From the front it looks like an Apple iPhone. From the side it looks a bit like a 3D printer. From an isometric perspective it is unique, but fits firmly within the same aesthetic vein as the Ultimaker 2 and XYZprinting’s Da Vinci, some of the best looking desktop 3D printers. Germany’s 3Dmedifab caught our attention earlier this week with its cool Cloudio2go 3D print pen and while the 3D print pen runs for funding on Indiegogo, 3Dmedifab has unveiled another surprise: a new 3D printer.
By now there have been so many FDM/FFF desktop 3D printers released that to stand out from the crowd on a crowd funding site, any new printer needs to offer a USP and perform it well, lower the cost of desktop printing whilst maintaining a strong standard of print output, or create a paradigm shift. The IceMan3D printer fits into the second category. Taking all of the now standard average features of a desktop 3D printer and adding some other previously seen feature, the team behind the latest 3D print pen has produced a very visually appealing printer with a 15 x 15 x 15 cm (6 x 6 x6 inch) build area with a promisingly low price.
The smart phone looking front face is pertinent, given that the printer can be controlled by a smart phone or tablet via wifi. The machine’s LCD panel is touch-based, which only adds to the cunning and useful touch-screen device analogy. The body of the printer is aluminium, adding a sturdy shell for the machine that is available in bright orange, bold black or clean white. Adding these elements to the look of the printer is a good product design. They communicate the identity as well as the functionality of the machine, which otherwise would merely be a cuboid form. However, it is, of course, what happens inside the 3D printer that matters.
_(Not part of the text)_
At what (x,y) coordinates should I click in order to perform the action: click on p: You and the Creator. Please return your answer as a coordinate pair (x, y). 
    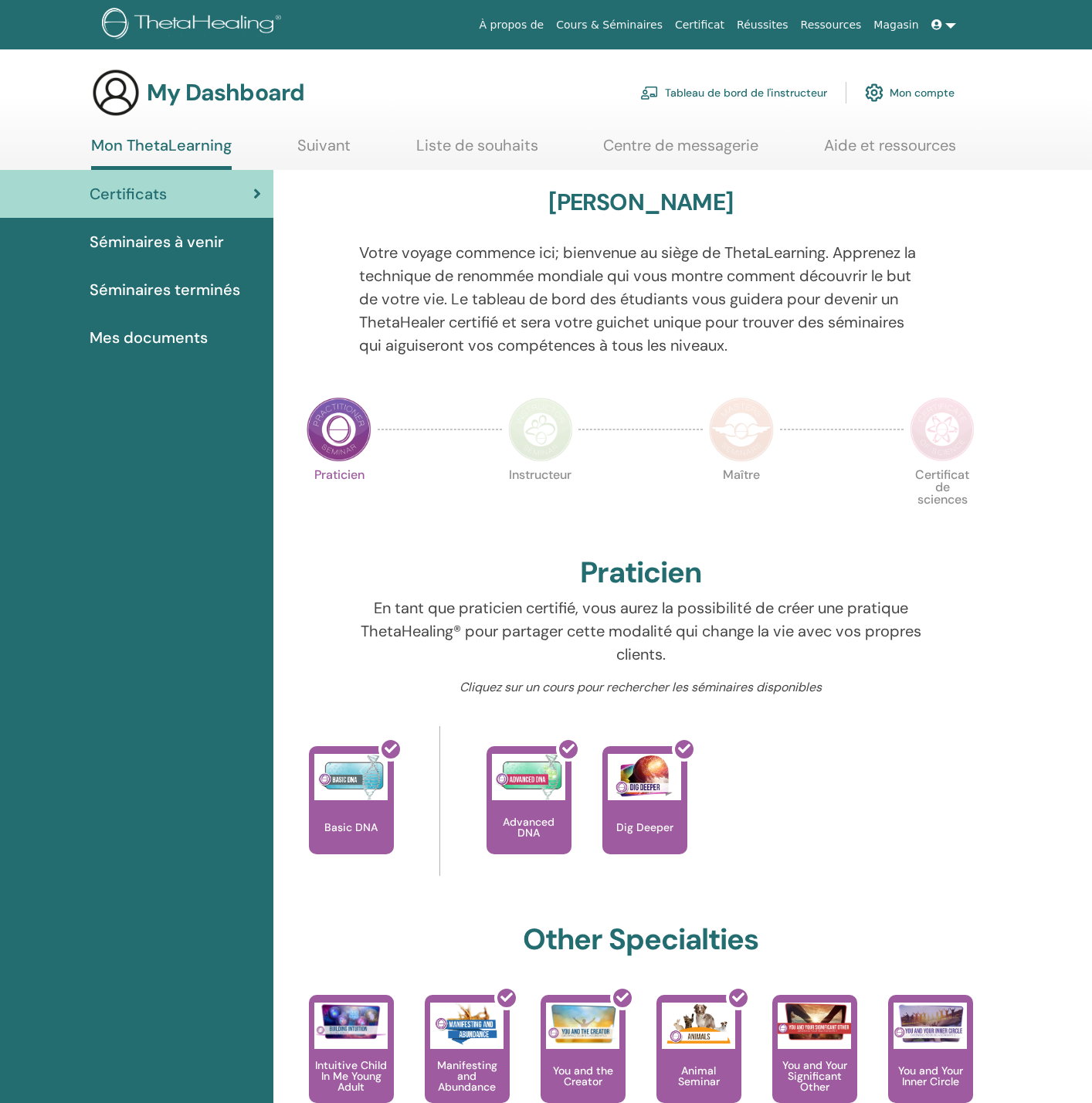
    Looking at the image, I should click on (583, 1076).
Most of the other specifications are what you will find on any of a hundred other models. Suffice to say the printer does what is needed, but it does so at a highly competitive price.
LCD Panel: Colour and Touch
Connection : USB, SDCard and WiFi
Build volume: 150 x 150 x 150mm
Machine size: 350 x 300 x 350 mm
Printing speed: 120 mm p/sec
Printing layer: 0.1 – 0.3 mm
Nozzle size: 0.3 – 0.4
Model Accuracy: +/- 0.15/100 mm
Axis Position Accuracy: 0.01 mm
Printing temperature: 230 C (max 320C)
Filament: PLA, ABS, Laywood, Laybrick, Nylon, NinjaFlex, Bendlay, more
Printer structure: Aluminium
File format : STL, Gcode
System : WIN, LIN, OS X
Software: Iceman 3D software included
The IceMan3D is not aiming for the sub-500 dollar niche that has emerged as the race to the bottom entry level competition. There are some cool printers, innovative designs, interesting self-assembly kits, and worthwhile products in that niche. But in the next strata up, the $500 – $1000 niche, it shines brightly with an early bird price of just $649.
Solidoodle were the early masters of the pre-assembled cheap-but-functional cube 3D printer. With printers like the C2GO at $649 and Da Vinci at $499, Solidoodle now faces a run for its money. It costs more for a MakerBot, Ultimaker or Leapfrog, which now reside in a different strata, the $1000 – $2500 low cost prosumer niche, at least as far as this writer classifies. With those big names undercut, and the sub-$500 printers still tending to look quirky or ugly (with notable exceptions), the team behind the IceMan3D seems to have a good strategy. They seem to have ticked the ‘3D printer for the masses’ box, the ‘entry level hobbyist’ box, and possibly, given how good it looks, may even steal some interest from design students and designers looking for prototyping machines.
That said, the masses won’t be buying it as it can’t print a fully functioning electronic device – indeed if such things ever happen these type of printers are light years from that, and mass adoption. But, unless it is felt to be just ‘more of the same’ by makers and those looking to get in to 3D printing, I’d say this printer will sell. Well, at the very least, I’d buy one. You can find the crowdfunding campaign here and Cloudio2go / IceMan3D website here.